The Secret History of Stalin’s Purge (91)

Logically, since these circumstances have been published, it is impossible to describe them as having been killed by the distribution of terror. However, Stalin could ignore the logic that even dead people must follow. You know, he once threatened Krupskányi that if she did not stop “treating him critically”, then the Party would declare that Mrs. Lenin was not her, but Yelena Stasová ……

“Yes, the Party can do what it wants!” This was Stalin’s explanation to Krupskany, who was too stunned to come back.

This was in no way a joke. The Party, that is, he, Stalin, could really do whatever he wanted. He could falsify and replace well-known facts with fiction, take out witnesses and put a false witness on the stand. More importantly, he had a knack for fabricating facts, and he could resort to force without hesitation. Stalin did have these skills, so he was able to clear all obstacles.

Yes, it is true that the government had announced a few years ago that Gubishev, Mininsky and Gorky died of natural causes. But what does it matter? Just show enough creativity to overturn those past announcements. It is also possible to prove that all these people died of murder. So what other people have ever gotten in the way of doing this? Were they the doctors who treated the dead? Did they dare to confront Stalin and the NKVD? Moreover, why not create a new myth that it was these doctors who murdered these famous patients on the secret orders of the head of the Trotskyist conspiracy?

This is the good plan set up by Stalin.

Gubishev, Mininsky and Gorky were treated by three famous doctors of the Time: the sixty-six-year-old Professor Pletnev, Levin, a senior advisor to the Kremlin sanatorium, and the famous Moscow doctor Kazakov.

Stalin and Yezhov decided to hand over all three men to the Ministry of Internal Affairs so that the interrogators could force them to confess that they had deliberately adopted a treatment plan wrong enough to cause the deaths of Gubishev, Mininsky and Gorky at the request of the head of the conspiracy.

Yerev took into account that all three famous doctors were not members of the Communist Party, that is, they had not yet learned to dialectically unite adherence to party discipline with lying and deceiving people. They still clung to bourgeois morality, and in their eyes, the golden rule of “don’t kill and don’t perjure yourself” was much more valuable than even the Politburo’s mandate. In any case, since they had not killed their patients, they would refuse to confess to this crime in court.

Out of this concern, Yezhov decided to destroy the resistance of one doctor first, and then use his confession to force the other two into line.

He chose Professor Pletnev as his breakthrough. The professor was the most famous cardiologist in the entire Soviet Union, and a number of hospitals and medical institutions in the country bore his name. In order to get the professor in the dust before the so-called detective work began, Yerev came up with a poisonous plan. The Ministry of Internal Affairs had a group of pornographic spies specifically designed to seduce foreign diplomats into falling for them. Yezhov ordered one of them, a beautiful young woman, to go to the old professor as a patient. The woman, after seeing the professor once or twice, went to the prosecutor’s office and complained out of thin air that three years ago, when Pletnikov was seeing her at Home, he went berserk and pinned her to the ground and sucked her nipples with his mouth.

Pletnikov could not imagine that the female patient had anything to do with the Ministry of Internal Affairs, and he was puzzled: what could have made her use such despicable methods to discredit him? During the confrontation, the professor tried to get the woman to give even a single word of explanation for this nasty behavior, but she just kept on sticking to her accusations. Pletnev was unable to do anything but write to the party dignitaries who had seen him, as well as to the influential wives of high officials whose children he had saved, asking them to come forward and help find out the truth. However, no one reached out to him. Instead, the Ministry of Internal Affairs watched the old professor’s panicked behavior as if he were a dying rabbit for their experiments.

The case was brought to court, but the Ministry of Internal Affairs sent a veteran to act as the presiding judge of the case. In court, Pletnev maintained his innocence and cited his more than 40 years of unimpeachable medical activity and scientific achievements. The court, however, was not interested in this, found him guilty, and sentenced him to a long prison term. In the past, the Soviet press never reported the details of “peach cases”, but this time it made an exception for “Pletnikov the Pervert”. Moreover, in June 1937, the newspapers published almost every day stern statements from the medical departments of various regions, which, in addition to the fact that they were clearing themselves from the “Soviet medical scum” Pletnikov, also scolded the professor. Many of the statements were signed by the professor’s friends and students, which the powerful Ministry of Internal Affairs wanted more than anything.

Pletnev was desperate and collapsed. In this state of mind, after being severely beaten and insulted. He was turned over to the NKVD investigators, and what awaited him, naturally, was an even more tragic end.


Show every line below where "complete" can be found.

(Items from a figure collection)
┄┄┄┄┄┄┄┄┄┄┄┄┄┄┄┄┄┄┄┄

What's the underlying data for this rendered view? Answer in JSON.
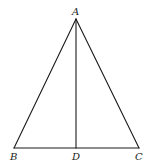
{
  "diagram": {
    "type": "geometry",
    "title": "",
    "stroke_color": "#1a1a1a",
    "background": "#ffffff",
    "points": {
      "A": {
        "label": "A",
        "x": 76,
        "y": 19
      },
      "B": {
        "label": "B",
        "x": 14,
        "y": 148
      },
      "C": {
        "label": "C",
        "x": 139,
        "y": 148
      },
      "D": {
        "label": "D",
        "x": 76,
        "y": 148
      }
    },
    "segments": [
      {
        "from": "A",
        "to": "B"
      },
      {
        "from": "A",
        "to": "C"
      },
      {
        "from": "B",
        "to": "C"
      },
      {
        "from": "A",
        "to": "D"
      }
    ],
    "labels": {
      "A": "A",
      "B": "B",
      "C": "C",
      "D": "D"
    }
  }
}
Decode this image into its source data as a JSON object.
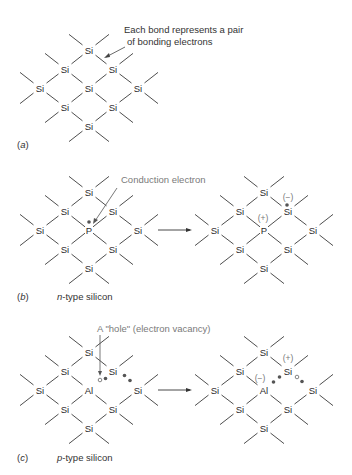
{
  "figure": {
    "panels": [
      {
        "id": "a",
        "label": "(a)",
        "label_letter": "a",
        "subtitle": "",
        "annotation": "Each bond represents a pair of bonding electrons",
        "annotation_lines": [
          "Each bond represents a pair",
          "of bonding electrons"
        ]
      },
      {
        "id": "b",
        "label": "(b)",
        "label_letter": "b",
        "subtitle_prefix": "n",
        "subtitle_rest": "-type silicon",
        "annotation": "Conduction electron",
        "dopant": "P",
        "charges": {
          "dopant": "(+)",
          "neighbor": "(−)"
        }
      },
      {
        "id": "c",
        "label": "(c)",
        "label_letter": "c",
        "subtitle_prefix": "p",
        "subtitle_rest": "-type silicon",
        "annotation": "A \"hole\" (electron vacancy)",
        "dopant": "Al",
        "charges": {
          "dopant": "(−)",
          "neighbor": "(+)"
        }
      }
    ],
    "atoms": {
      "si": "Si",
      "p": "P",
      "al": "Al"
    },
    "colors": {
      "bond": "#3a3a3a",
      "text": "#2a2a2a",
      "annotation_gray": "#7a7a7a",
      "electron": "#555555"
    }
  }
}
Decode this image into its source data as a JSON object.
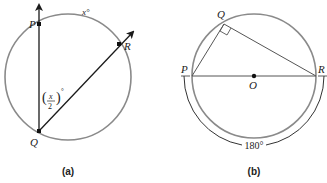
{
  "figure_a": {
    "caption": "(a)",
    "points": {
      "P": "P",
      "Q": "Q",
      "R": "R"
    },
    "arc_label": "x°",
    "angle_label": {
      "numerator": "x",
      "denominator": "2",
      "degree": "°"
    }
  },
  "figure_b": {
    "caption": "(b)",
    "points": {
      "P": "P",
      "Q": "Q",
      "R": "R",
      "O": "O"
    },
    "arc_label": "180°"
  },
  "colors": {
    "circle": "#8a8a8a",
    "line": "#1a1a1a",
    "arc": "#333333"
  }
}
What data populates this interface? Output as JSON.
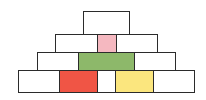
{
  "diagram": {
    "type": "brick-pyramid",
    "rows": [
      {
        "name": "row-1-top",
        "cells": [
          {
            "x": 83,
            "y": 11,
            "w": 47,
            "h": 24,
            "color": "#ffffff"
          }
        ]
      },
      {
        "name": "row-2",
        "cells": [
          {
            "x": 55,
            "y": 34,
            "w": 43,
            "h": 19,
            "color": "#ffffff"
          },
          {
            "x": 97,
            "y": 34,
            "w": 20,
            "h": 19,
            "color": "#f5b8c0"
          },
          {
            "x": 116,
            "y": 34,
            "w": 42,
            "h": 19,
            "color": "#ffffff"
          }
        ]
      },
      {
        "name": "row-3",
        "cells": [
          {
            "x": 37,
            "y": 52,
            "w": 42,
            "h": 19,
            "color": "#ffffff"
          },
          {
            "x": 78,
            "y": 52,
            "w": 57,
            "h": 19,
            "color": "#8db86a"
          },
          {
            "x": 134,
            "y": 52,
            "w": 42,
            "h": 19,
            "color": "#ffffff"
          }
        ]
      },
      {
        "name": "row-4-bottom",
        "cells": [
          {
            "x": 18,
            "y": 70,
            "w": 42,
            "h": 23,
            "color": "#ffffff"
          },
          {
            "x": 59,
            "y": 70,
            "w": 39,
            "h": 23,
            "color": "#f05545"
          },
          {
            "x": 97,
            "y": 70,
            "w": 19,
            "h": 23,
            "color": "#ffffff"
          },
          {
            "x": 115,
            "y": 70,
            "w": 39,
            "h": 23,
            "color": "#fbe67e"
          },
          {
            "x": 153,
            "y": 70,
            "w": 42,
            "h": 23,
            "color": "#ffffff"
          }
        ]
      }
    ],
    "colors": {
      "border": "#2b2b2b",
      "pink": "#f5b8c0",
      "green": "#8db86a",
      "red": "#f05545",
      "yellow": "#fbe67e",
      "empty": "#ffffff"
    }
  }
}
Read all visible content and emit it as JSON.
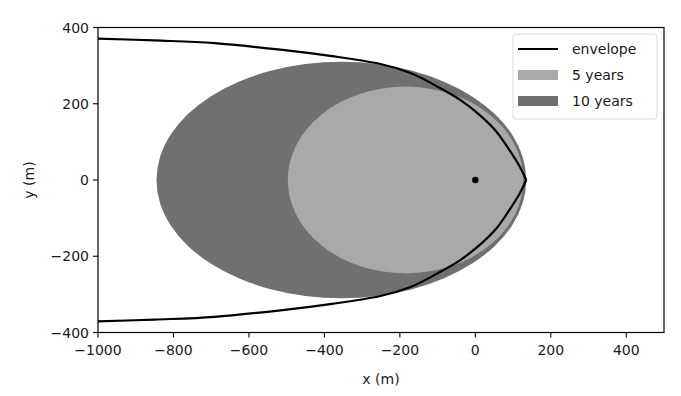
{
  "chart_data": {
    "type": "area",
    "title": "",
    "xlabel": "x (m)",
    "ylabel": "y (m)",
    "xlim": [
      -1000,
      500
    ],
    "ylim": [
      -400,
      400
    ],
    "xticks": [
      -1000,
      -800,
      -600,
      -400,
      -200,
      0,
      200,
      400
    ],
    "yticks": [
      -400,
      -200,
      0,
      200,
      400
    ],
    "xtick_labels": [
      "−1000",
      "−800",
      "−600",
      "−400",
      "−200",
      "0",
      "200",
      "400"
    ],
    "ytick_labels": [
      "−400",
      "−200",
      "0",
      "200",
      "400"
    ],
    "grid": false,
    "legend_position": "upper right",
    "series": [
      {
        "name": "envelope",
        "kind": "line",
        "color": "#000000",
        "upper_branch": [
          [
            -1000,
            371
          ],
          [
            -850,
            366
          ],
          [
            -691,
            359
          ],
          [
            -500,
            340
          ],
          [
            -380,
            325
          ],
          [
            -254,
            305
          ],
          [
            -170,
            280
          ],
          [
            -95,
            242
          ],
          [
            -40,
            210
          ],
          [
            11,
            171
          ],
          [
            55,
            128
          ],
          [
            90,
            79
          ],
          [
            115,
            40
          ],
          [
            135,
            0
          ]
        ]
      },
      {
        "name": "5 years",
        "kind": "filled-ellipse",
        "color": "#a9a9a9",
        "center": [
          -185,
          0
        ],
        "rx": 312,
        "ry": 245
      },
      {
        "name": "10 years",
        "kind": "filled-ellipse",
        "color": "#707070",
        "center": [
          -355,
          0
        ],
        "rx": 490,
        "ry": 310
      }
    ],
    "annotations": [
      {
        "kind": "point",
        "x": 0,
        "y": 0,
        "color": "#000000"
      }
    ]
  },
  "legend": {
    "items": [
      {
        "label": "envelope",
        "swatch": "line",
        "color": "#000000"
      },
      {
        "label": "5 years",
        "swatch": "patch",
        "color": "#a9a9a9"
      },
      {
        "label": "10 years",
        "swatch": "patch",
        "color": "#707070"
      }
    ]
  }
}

┄┄┄┄┄┄┄┄┄┄┄┄┄┄┄┄┄┄┄┄

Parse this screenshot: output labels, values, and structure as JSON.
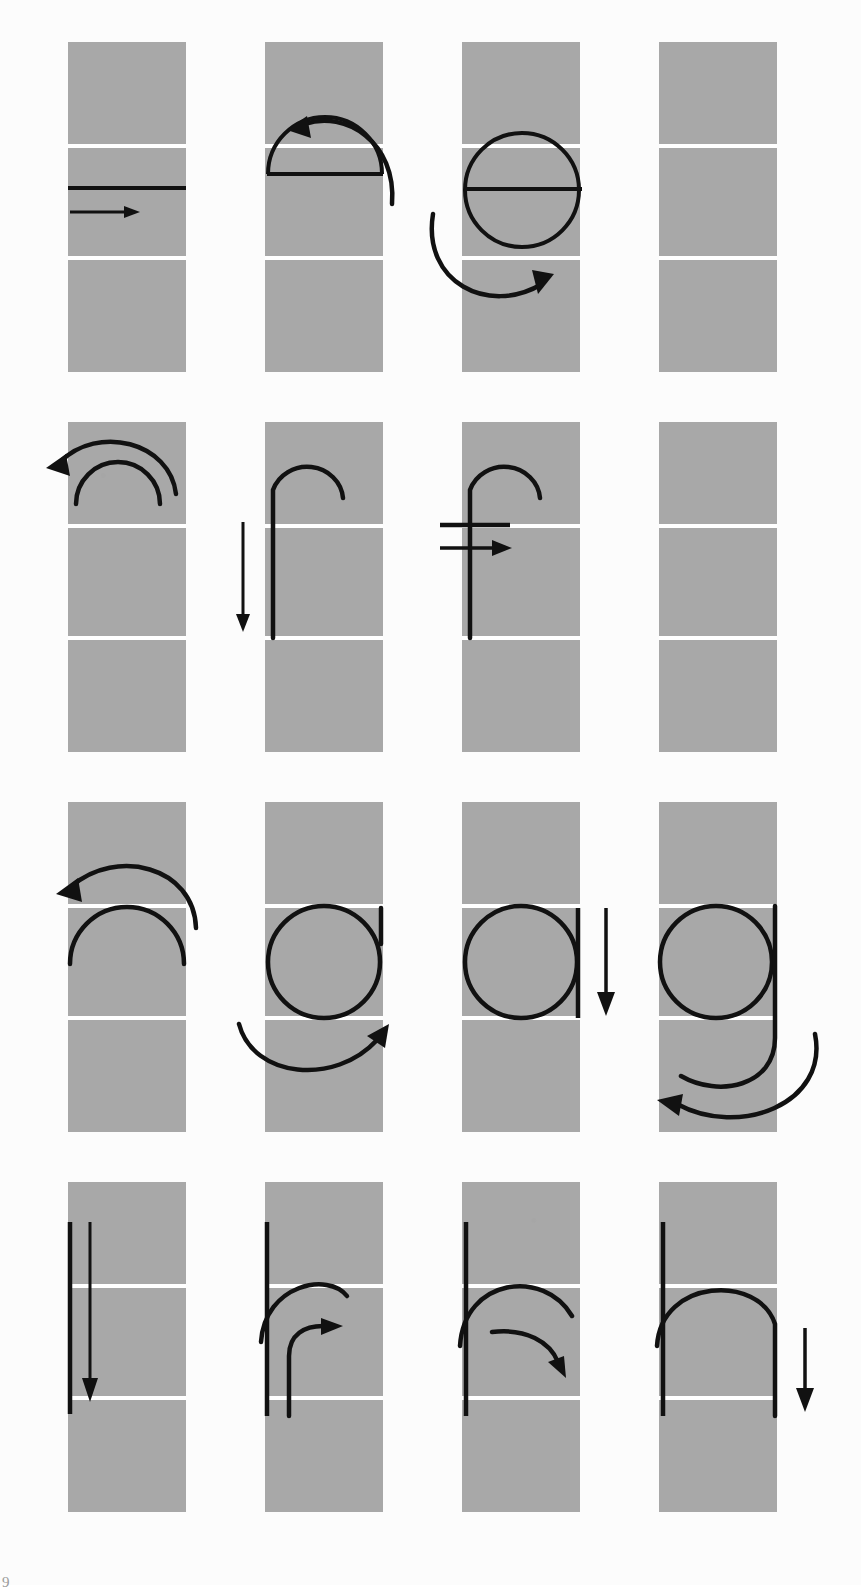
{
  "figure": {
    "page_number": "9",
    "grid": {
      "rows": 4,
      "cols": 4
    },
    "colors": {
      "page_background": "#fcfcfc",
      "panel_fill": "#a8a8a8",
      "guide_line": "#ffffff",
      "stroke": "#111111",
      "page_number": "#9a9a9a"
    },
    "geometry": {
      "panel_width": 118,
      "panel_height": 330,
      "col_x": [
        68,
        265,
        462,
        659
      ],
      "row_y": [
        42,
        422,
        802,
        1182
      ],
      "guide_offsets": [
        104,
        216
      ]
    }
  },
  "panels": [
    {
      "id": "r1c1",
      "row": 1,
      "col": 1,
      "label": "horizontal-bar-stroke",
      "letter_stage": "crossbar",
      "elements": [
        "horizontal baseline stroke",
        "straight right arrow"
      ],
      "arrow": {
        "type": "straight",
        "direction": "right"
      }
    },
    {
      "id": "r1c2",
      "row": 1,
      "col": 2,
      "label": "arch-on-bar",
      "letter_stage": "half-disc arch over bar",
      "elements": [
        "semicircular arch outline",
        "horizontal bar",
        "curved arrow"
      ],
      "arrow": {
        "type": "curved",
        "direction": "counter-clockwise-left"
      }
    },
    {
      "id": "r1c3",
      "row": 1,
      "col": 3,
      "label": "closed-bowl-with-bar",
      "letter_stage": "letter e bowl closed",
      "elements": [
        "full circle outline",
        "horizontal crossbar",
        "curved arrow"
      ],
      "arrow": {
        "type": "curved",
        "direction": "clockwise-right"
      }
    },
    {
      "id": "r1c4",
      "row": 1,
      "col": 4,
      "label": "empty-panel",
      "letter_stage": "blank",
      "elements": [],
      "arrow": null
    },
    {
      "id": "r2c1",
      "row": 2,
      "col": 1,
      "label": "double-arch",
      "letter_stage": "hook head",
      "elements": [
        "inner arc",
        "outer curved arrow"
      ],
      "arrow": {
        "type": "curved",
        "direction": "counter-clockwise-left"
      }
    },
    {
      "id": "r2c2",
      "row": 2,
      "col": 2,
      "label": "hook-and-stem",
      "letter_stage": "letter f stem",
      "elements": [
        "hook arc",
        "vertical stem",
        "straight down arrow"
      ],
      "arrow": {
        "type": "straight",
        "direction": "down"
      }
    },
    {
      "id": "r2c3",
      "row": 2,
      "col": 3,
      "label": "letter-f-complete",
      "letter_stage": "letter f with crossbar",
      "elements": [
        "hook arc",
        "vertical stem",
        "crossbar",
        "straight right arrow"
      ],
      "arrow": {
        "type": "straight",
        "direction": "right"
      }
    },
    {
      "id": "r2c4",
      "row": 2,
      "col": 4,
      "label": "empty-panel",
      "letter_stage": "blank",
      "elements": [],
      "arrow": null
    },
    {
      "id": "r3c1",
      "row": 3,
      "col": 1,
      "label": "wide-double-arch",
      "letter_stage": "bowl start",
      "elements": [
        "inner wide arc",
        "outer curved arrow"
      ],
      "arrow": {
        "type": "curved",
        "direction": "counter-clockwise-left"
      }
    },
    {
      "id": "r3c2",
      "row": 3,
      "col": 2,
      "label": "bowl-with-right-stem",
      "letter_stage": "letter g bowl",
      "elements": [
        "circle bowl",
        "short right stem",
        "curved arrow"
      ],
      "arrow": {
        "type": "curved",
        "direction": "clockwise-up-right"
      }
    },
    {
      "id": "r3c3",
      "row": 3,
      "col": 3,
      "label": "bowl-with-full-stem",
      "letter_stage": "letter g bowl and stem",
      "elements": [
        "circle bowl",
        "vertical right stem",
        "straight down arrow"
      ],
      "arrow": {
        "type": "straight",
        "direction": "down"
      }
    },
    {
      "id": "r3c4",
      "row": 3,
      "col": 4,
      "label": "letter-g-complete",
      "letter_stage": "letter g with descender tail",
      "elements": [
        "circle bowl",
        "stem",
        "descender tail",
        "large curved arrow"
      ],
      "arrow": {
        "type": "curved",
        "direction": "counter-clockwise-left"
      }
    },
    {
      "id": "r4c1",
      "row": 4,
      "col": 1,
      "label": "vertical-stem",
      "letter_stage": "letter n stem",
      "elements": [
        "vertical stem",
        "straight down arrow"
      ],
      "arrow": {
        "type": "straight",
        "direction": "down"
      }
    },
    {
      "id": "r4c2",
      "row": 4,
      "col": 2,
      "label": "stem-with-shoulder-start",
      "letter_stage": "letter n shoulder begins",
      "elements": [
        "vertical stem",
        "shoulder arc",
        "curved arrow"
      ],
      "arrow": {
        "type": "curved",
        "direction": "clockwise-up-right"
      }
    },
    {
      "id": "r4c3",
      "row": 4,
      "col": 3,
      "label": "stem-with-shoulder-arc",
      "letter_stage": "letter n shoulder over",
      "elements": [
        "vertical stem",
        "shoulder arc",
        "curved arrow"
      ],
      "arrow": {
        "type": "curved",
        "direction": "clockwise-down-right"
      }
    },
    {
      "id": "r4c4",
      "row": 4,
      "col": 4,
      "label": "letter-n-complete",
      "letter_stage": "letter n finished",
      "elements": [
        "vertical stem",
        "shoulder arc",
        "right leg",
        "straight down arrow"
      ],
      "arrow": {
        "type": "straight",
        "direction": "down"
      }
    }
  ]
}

┄┄┄┄┄┄┄┄┄┄┄┄┄┄┄┄┄┄┄┄

Solution to the exercise:
      "label": "letter-f-complete",
      "label": "letter-g-complete",
      "label": "letter-n-complete",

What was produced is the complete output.